Patients with a terminal diagnosis with less that six months to live would be eligible. The patient would need to request medication that they administer to themselves. There would be a 15-day waiting period, after which they would need to request the medication again.

“This bill protects those individuals who may be vulnerable,” Hashmi said. “It does not leave the door open to those who are suffering from depression or those who’re disabled.”

Barbara Green, a cancer patient in Falls Church, said she was told she has only months to live. She said that she plans to move to Washington, D.C., where medically assisted dying is legal.

“Knowing that medical aid in dying will be available to me as I move to D.C. gives me some sense of control over a very uncontrollable illness that has no cure and kills 95 percent of victims fairly quickly,” Green said.
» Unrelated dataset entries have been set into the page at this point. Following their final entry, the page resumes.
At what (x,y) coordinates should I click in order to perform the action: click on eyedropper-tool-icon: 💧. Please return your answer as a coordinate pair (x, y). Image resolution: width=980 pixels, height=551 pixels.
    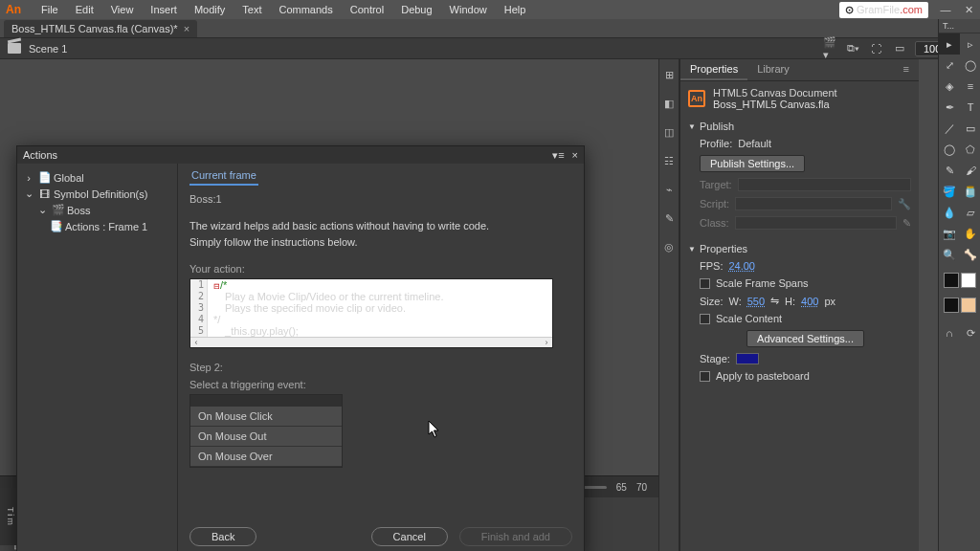
    Looking at the image, I should click on (949, 212).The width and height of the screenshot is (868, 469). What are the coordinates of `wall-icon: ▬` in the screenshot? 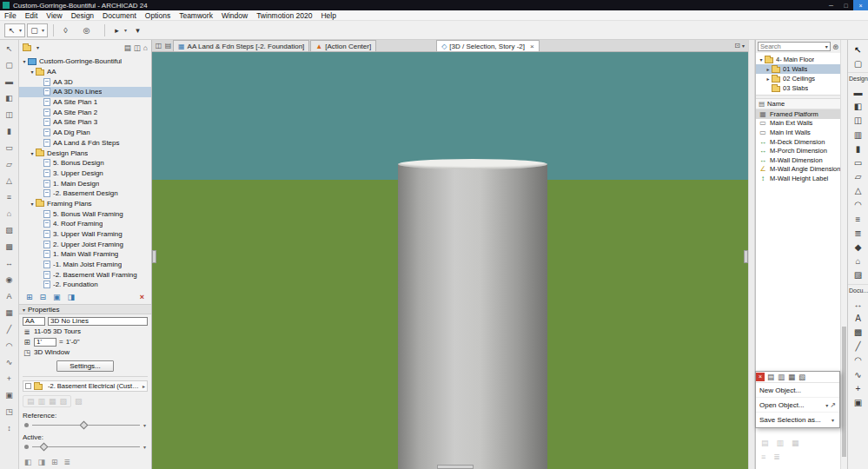 It's located at (10, 82).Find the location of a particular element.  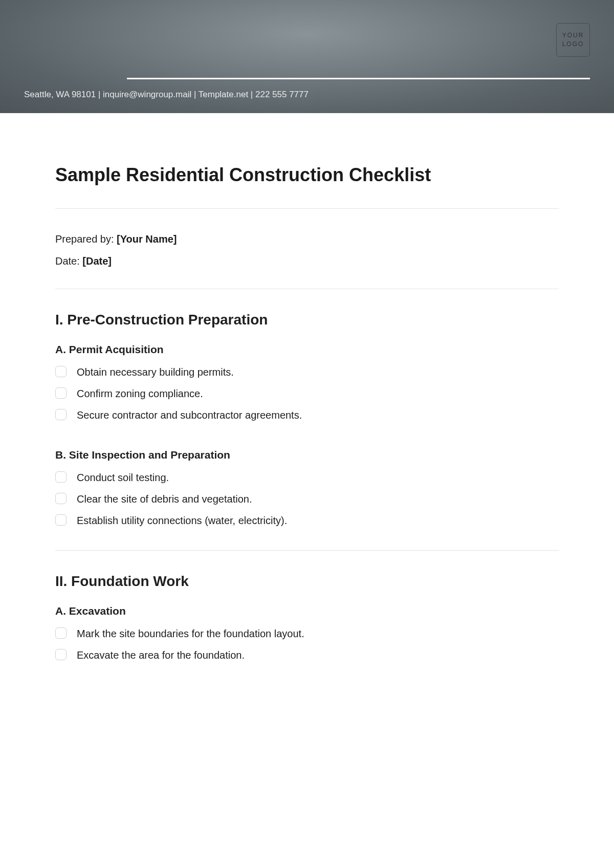

checklist-item-text: Confirm zoning compliance. is located at coordinates (140, 394).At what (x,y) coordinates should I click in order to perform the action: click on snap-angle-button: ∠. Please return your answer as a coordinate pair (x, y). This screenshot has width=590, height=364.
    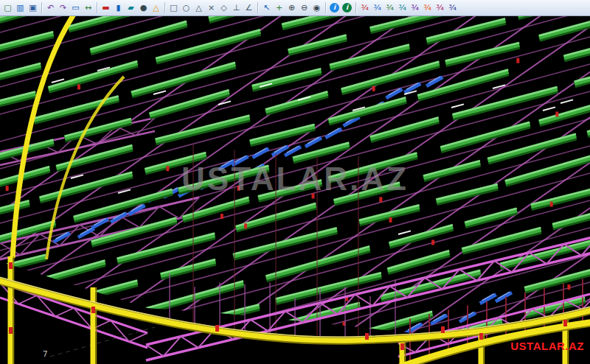
    Looking at the image, I should click on (249, 8).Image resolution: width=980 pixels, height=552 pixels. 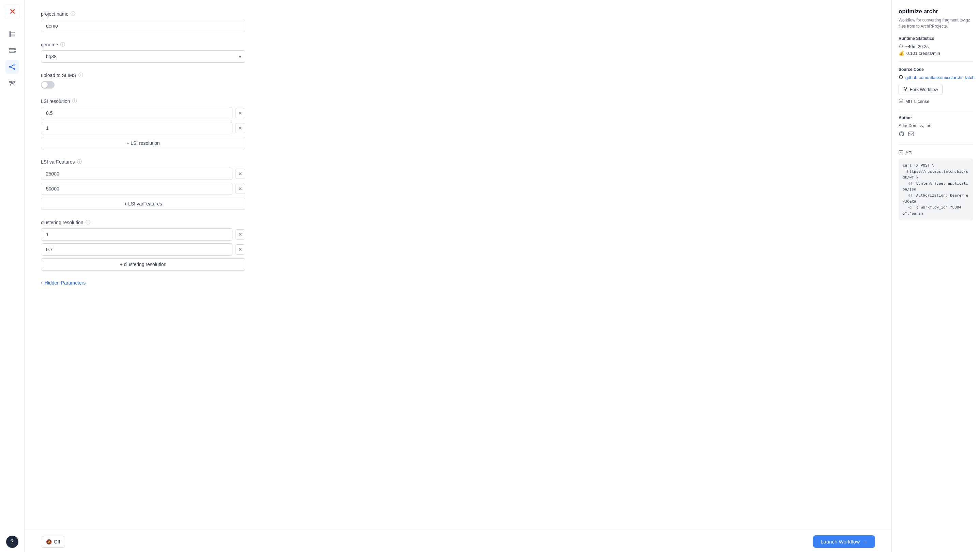 I want to click on lsi-varfeatures-add-btn: + LSI varFeatures, so click(x=143, y=204).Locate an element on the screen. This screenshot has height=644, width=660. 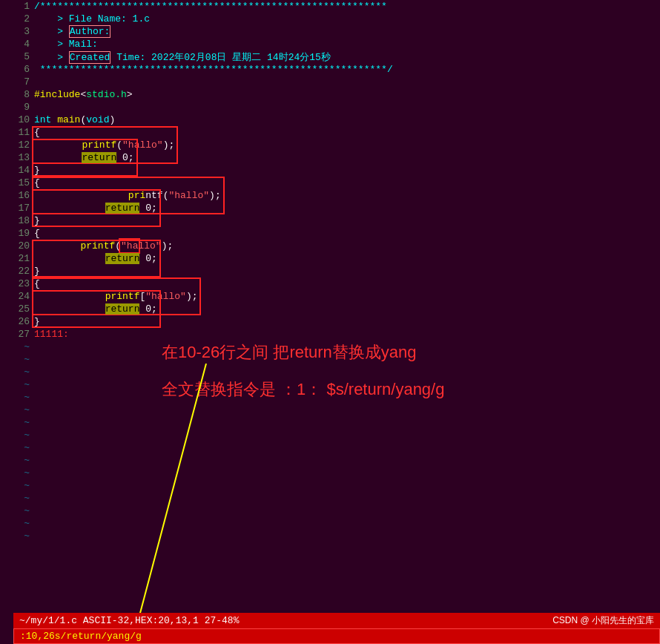
code-line-25: 25 return 0; is located at coordinates (337, 309).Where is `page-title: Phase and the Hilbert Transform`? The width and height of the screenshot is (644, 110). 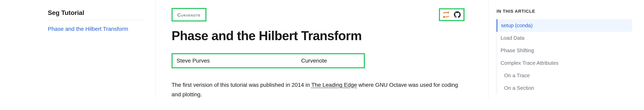 page-title: Phase and the Hilbert Transform is located at coordinates (318, 36).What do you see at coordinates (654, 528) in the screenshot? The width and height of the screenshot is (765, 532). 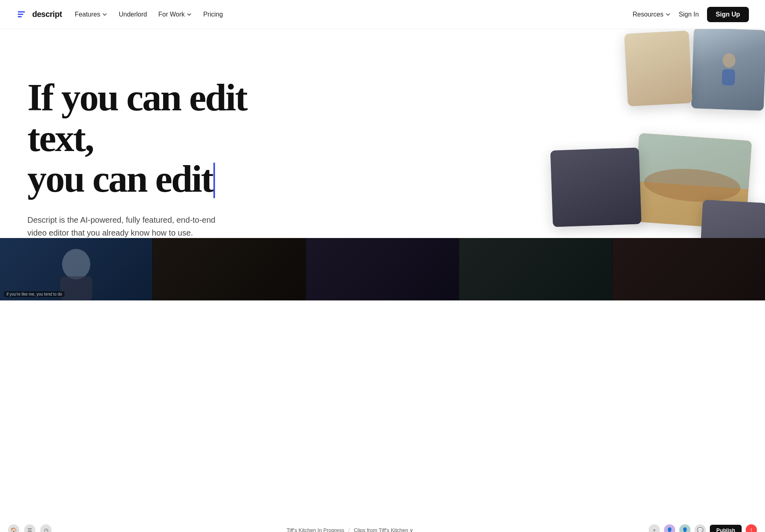 I see `add-icon-button: +` at bounding box center [654, 528].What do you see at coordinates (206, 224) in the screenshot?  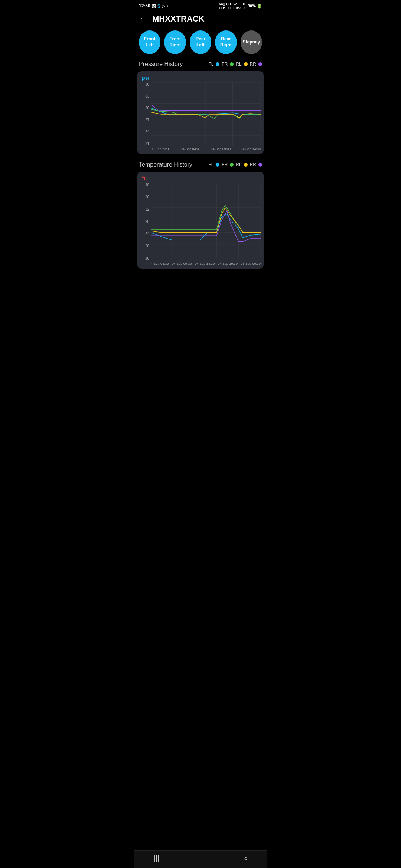 I see `temperature-chart-area: 4 Sep 04:30 04 Sep 09:30 04 Sep 14:30 04…` at bounding box center [206, 224]. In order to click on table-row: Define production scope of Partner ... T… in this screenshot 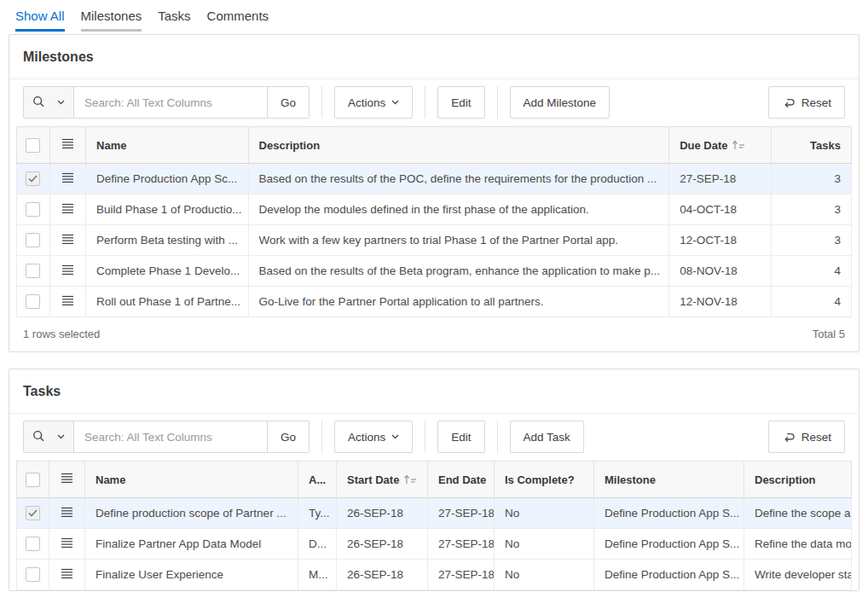, I will do `click(435, 514)`.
She said she watched her late husband deteriorate after suffering from esophageal cancer.

“He spent the last several months of his life in bed, worrying that he would choke to death as esophageal patients do,” Green said. “Think about it. If you had the choice of possibly choking to death or dying peacefully from a medication you take yourself, which would you choose?”

Hashmi acknowledged the substantial opposition to the Die with Dignity movement. Last week in a subcommittee meeting, it was recommended to pass by the bill indefinitely.

Bill Fertig is a an advocate with a group opposed to medical assistance in dying in Virginia Beach. Fertig, who is paralyzed from a spinal cord injury, cautions that doctor’s prognosis are sometimes wrong.

“Anecdotally, we all have heard of circumstances where the doctors gave me three months to live but that was five years ago,” Fertig said. “It has a fundamental flaw in assuming that someone only has six months to live.

“I would argue that if we examine the existing palliative care provided in hospice care at the end of one’s life cycle, maybe we should be beefing that up as indicated, where we find problems.”